Snippet Guide

The contributes.snippets Contribution Point allows you to bundle snippets into a Visual Studio Code extension for sharing.

The Creating snippets topic contains all information for creating snippets. This guide / sample just shows how you can turn your own snippets into an extension for sharing. The suggested workflow is:

  • Create and test your snippets using Preferences: Configure User Snippets command
  • Once you are happy with the snippets, copy the whole JSON file into an extension folder, such as snippets.json
  • Add the following snippet contribution to your package.json
  1. {
  2. "contributes": {
  3. "snippets": [
  4. {
  5. "language": "javascript",
  6. "path": "./snippets.json"
  7. }
  8. ]
  9. }
  10. }

You can find the complete source code at: https://github.com/microsoft/vscode-extension-samples/tree/master/snippet-sample.

Tip: Tag your extension as a snippet extension with the following config in your package.json:

  1. {
  2. "categories": ["Snippets"]
  3. }

Using TextMate snippets

You can also add TextMate snippets (.tmSnippets) to your VS Code installation using the yo code extension generator. The generator has an option New Code Snippets which lets you point to a folder containing multiple .tmSnippets files and they will be packaged into a VS Code snippet extension. The generator also supports Sublime snippets (.sublime-snippets).

The final generator output has two files: an extension manifest package.json which has metadata to integrate the snippets into VS Code and a snippets.json file which includes the snippets converted to the VS Code snippet format.

  1. .
  2. ├── snippets // VS Code integration
  3. └── snippets.json // The JSON file w/ the snippets
  4. └── package.json // extension's manifest

Copy the generated snippets folder to a new folder under your .vscode/extensions folder and restart VS Code.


What needs to be done: Report every line from the material that contains the word "Credits".
Start of Data for this task
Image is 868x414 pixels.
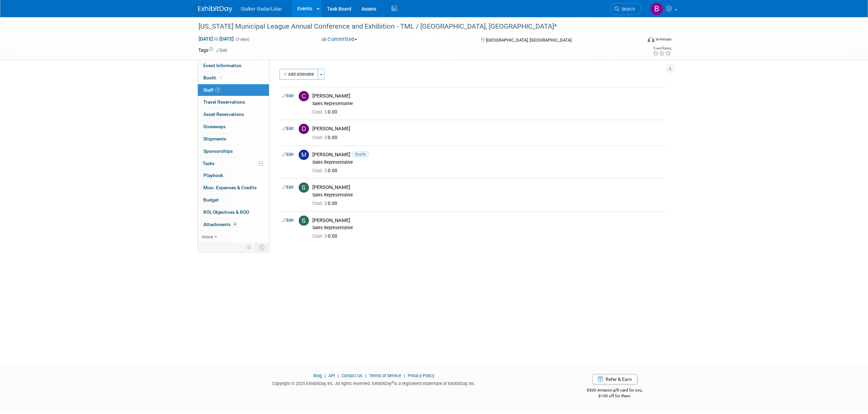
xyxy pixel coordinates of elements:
span: 0.00 [312,200,340,206]
a: Edit [282,152,294,157]
img: D.jpg [299,124,309,134]
a: Misc. Expenses & Credits [198,182,269,194]
span: Search [619,7,635,11]
span: [DATE] [DATE] [198,36,234,42]
a: Edit [216,48,227,53]
a: Search [610,3,642,15]
a: Refer & Earn [592,374,637,385]
div: Sales Representative [312,160,662,165]
a: Privacy Policy [408,373,434,379]
div: Copyright © 2025 ExhibitDay, Inc. All rights reserved. ExhibitDay is a registered trademark of Ex... [198,379,550,387]
a: Edit [282,126,294,131]
a: Edit [282,94,294,98]
a: Event Information [198,60,269,71]
img: Brooke Journet [650,2,663,16]
span: Stalker Radar/Lidar [240,6,282,11]
span: 0.00 [312,233,340,239]
a: Edit [282,218,294,223]
span: Cost: $ [312,233,327,239]
sup: ® [392,381,394,385]
a: ROI, Objectives & ROO [198,206,269,218]
a: Travel Reservations [198,96,269,108]
div: [PERSON_NAME] [312,152,662,158]
span: (3 days) [235,37,249,41]
div: Sales Representative [312,101,662,106]
span: Shipments [203,136,226,142]
img: S.jpg [299,215,309,226]
span: 0.00 [312,168,340,173]
span: [GEOGRAPHIC_DATA], [GEOGRAPHIC_DATA] [486,38,571,43]
span: Cost: $ [312,135,327,140]
img: ExhibitDay [198,6,232,13]
div: Sales Representative [312,193,662,198]
span: Budget [203,197,219,203]
a: Booth [198,72,269,84]
div: [PERSON_NAME] [312,125,662,132]
span: Attachments [203,222,237,227]
span: Cost: $ [312,200,327,206]
img: M.jpg [299,150,309,160]
a: Tasks [198,158,269,170]
div: $500 Amazon gift card for you, [560,383,670,399]
span: 0.00 [312,109,340,115]
a: Edit [282,185,294,190]
div: [US_STATE] Municipal League Annual Conference and Exhibition - TML / [GEOGRAPHIC_DATA], [GEOGRAPH... [196,20,631,33]
a: Staff5 [198,84,269,96]
a: Budget [198,194,269,206]
span: ROI, Objectives & ROO [203,209,249,215]
td: Toggle Event Tabs [255,243,269,252]
span: Misc. Expenses & Credits [203,185,256,190]
span: Cost: $ [312,109,327,115]
div: Event Rating [652,47,671,50]
td: Personalize Event Tab Strip [243,243,255,252]
a: Contact Us [341,373,362,379]
button: Add Attendee [279,69,318,80]
div: In-Person [655,37,672,42]
span: Travel Reservations [203,100,245,105]
span: | [363,373,368,379]
a: Blog [314,373,322,379]
span: Staff [203,88,220,93]
span: Giveaways [203,124,225,130]
span: Event Information [203,63,241,68]
a: Terms of Service [369,373,401,379]
a: Asset Reservations [198,109,269,121]
span: 0.00 [312,135,340,140]
span: Cost: $ [312,168,327,173]
img: C.jpg [299,91,309,101]
img: S.jpg [299,182,309,193]
div: [PERSON_NAME] [312,93,662,100]
a: API [329,373,335,379]
a: Attachments4 [198,219,269,230]
div: $150 off for them. [560,394,670,399]
span: Onsite [352,152,369,157]
a: Shipments [198,133,269,145]
span: 5 [215,88,220,92]
div: Event Format [601,35,672,46]
span: Asset Reservations [203,112,244,117]
div: [PERSON_NAME] [312,217,662,224]
span: | [402,373,407,379]
span: more [202,234,213,239]
span: Sponsorships [203,148,232,154]
a: Giveaways [198,121,269,133]
a: more [198,231,269,243]
a: Playbook [198,170,269,182]
span: Tasks [202,161,214,166]
button: Committed [319,36,360,43]
span: | [336,373,340,379]
span: | [323,373,327,379]
td: Tags [198,47,227,53]
span: Booth [203,75,224,80]
img: Format-Inperson.png [648,37,654,42]
div: Sales Representative [312,225,662,230]
span: to [213,36,219,41]
a: Sponsorships [198,145,269,157]
span: Playbook [203,173,223,178]
i: Booth reservation complete [219,76,223,80]
div: [PERSON_NAME] [312,184,662,191]
span: 4 [232,222,237,227]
End of Data for this task
Result of this exercise:
a: Misc. Expenses & Credits [198,182,269,194]
span: Misc. Expenses & Credits [203,185,256,190]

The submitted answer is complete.